Has China outlawed due diligence?

The Wall Street Journal reported Monday that China fined New York-based due diligence firm Mintz Group about $1.5 million for allegedly conducting unapproved “foreign-related statistical investigations” without official approvals in violation of Chinese laws.

Chinese authorities raided Mintz’s office in Beijing in March and detained all five Chinese nationals working there.

Documents posted online by the Beijing Municipal Bureau of Statistics but not previously reported said Mintz failed to obtain approvals for 37 projects conducted from March 2019 to July 2022 and that “such unsanctioned activities were in violation of Chinese regulations.”

Beijing was Mintz’s only office in China. The firm no longer shows the office on its website.

Chinese authorities and Mintz haven’t provided any details about what type of investigations allegedly violated Chinese regulations or who hired Mintz for the projects.

The firm was founded in 1994 and has about 450 investigators in 14 offices.

According to the WSJ, the ruling against Mintz cited regulations that require “foreign groups and individuals that wish to conduct statistical investigations in China to engage organizations with the necessary qualifications to carry out such ‘foreign-related’ investigative work.”

The raid on Mintz’s office in March followed the U.S. military’s downing of a Chinese spy balloon in February and news that the president of Taiwan would “transit” through the United States as part of her travel to Central America.

In April, police in Shanghai made an unannounced visit to Bain & Co.’s office. They questioned employees and reportedly confiscated computers and phones. Boston-based Bain is one of the biggest management consulting firms, with about 15,000 employees.

In 2013, British investigator Peter Humphrey and his American wife Yu Yingzeng were jailed for illegally obtaining and selling personal information about Chinese citizens.

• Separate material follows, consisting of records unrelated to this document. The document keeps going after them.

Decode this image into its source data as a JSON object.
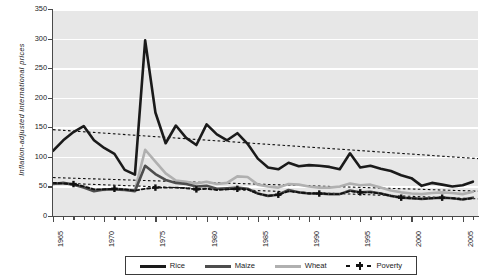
{
  "chart_data": {
    "type": "line",
    "title": "",
    "xlabel": "",
    "ylabel": "Inflation-adjusted international prices",
    "xlim": [
      1965,
      2006.5
    ],
    "ylim": [
      0,
      350
    ],
    "ytick_values": [
      0,
      50,
      100,
      150,
      200,
      250,
      300,
      350
    ],
    "ytick_labels": [
      "0",
      "50",
      "100",
      "150",
      "200",
      "250",
      "300",
      "350"
    ],
    "xtick_labels": [
      "1965",
      "1970",
      "1975",
      "1980",
      "1985",
      "1990",
      "1995",
      "2000",
      "2005"
    ],
    "xtick_values": [
      1965,
      1970,
      1975,
      1980,
      1985,
      1990,
      1995,
      2000,
      2005
    ],
    "grid": "horizontal-white",
    "legend_position": "bottom-outside",
    "x": [
      1965,
      1966,
      1967,
      1968,
      1969,
      1970,
      1971,
      1972,
      1973,
      1974,
      1975,
      1976,
      1977,
      1978,
      1979,
      1980,
      1981,
      1982,
      1983,
      1984,
      1985,
      1986,
      1987,
      1988,
      1989,
      1990,
      1991,
      1992,
      1993,
      1994,
      1995,
      1996,
      1997,
      1998,
      1999,
      2000,
      2001,
      2002,
      2003,
      2004,
      2005,
      2006
    ],
    "series": [
      {
        "name": "Rice",
        "color": "#1a1a1a",
        "width": 2.6,
        "values": [
          110,
          128,
          142,
          152,
          128,
          115,
          105,
          78,
          70,
          297,
          175,
          123,
          153,
          132,
          120,
          155,
          138,
          128,
          140,
          122,
          97,
          82,
          79,
          90,
          84,
          86,
          85,
          83,
          79,
          106,
          82,
          85,
          80,
          76,
          69,
          64,
          51,
          56,
          53,
          50,
          52,
          58
        ]
      },
      {
        "name": "Maize",
        "color": "#4d4d4d",
        "width": 2.6,
        "values": [
          54,
          56,
          53,
          48,
          42,
          45,
          45,
          44,
          42,
          85,
          71,
          61,
          56,
          54,
          50,
          51,
          46,
          47,
          48,
          46,
          38,
          34,
          36,
          44,
          40,
          38,
          38,
          37,
          37,
          43,
          40,
          41,
          38,
          34,
          31,
          30,
          29,
          30,
          31,
          30,
          28,
          31
        ]
      },
      {
        "name": "Wheat",
        "color": "#b0b0b0",
        "width": 2.6,
        "values": [
          55,
          55,
          54,
          50,
          45,
          44,
          46,
          45,
          44,
          112,
          92,
          72,
          60,
          58,
          55,
          58,
          54,
          56,
          67,
          66,
          53,
          50,
          48,
          54,
          53,
          50,
          48,
          48,
          50,
          55,
          52,
          53,
          48,
          43,
          40,
          38,
          37,
          39,
          40,
          39,
          37,
          41
        ]
      },
      {
        "name": "Poverty",
        "color": "#111111",
        "width": 1.9,
        "style": "dashed-marker",
        "values": [
          56,
          55,
          54,
          50,
          45,
          45,
          46,
          45,
          43,
          46,
          48,
          48,
          48,
          47,
          45,
          46,
          44,
          45,
          46,
          45,
          38,
          34,
          36,
          42,
          40,
          38,
          38,
          37,
          37,
          42,
          40,
          40,
          38,
          34,
          31,
          30,
          29,
          30,
          31,
          30,
          28,
          30
        ]
      }
    ],
    "trendlines": [
      {
        "name": "Rice trend",
        "from": [
          1965,
          146
        ],
        "to": [
          2006.5,
          97
        ],
        "style": "dotted"
      },
      {
        "name": "Wheat/Maize trend upper",
        "from": [
          1965,
          65
        ],
        "to": [
          2006.5,
          42
        ],
        "style": "dotted"
      },
      {
        "name": "Poverty trend lower",
        "from": [
          1965,
          56
        ],
        "to": [
          2006.5,
          29
        ],
        "style": "dotted"
      }
    ]
  },
  "legend": {
    "items": [
      {
        "label": "Rice",
        "color": "#1a1a1a",
        "style": "solid"
      },
      {
        "label": "Maize",
        "color": "#4d4d4d",
        "style": "solid"
      },
      {
        "label": "Wheat",
        "color": "#b0b0b0",
        "style": "solid"
      },
      {
        "label": "Poverty",
        "color": "#111111",
        "style": "dashed-marker"
      }
    ]
  }
}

They owned and operated a due diligence firm called ChinaWhys. Among their clients was British drugmaker GlaxoSmithKline.

A court in Shanghai sentenced Humphrey to two-and-a-half years in prison and his wife to two years. He was released seven months early after a cancer diagnosis.

He’s now an external research associate of Harvard University’s Fairbank Center for Chinese Studies.

In a recent opinion piece in Politico, Humphrey said due diligence firms face ten times more risk today in China than when he operated there from 1998 to 2013.

He said,

Legal avenues for information gathering have also shrunk, as even harvesting information from open sources on the Internet can be termed illegal under the Chinese criminal code. It often comes down to who you are looking at, though. As one of my Chinese police interrogators said, it isn’t what personal information you acquire, but whose.

China has also enacted “blocking statutes” that criminalize the disclosure of information about business activities to foreign regulators or enforcement agencies without first obtaining permission from Chinese authorities.

In other actions this year against U.S. firms, China fined Deloitte $30.8 million and suspended its Beijing operations for three months for allegedly mishandling the audit of a Chinese company whose CEO was sentenced to death in 2019 for embezzlement and taking bribes.

In May, China’s cyberspace regulator barred key infrastructure operators from buying products made by U.S. memory chipmaker Micron Technology because the company failed the regulator’s network security review.

And in February, China sanctioned Lockheed Martin and Raytheon Technologies Corp.’s missiles and defense unit for supplying weapons to Taiwan. The sanctions include a ban on the companies’ exports and imports to or from China and prohibit their senior executives from traveling to China or working there.

Peter Humphrey called the raid on Mintz “a chilling warning to all foreign businesses operating in China — gather information at your own peril; you can become a target at any time.”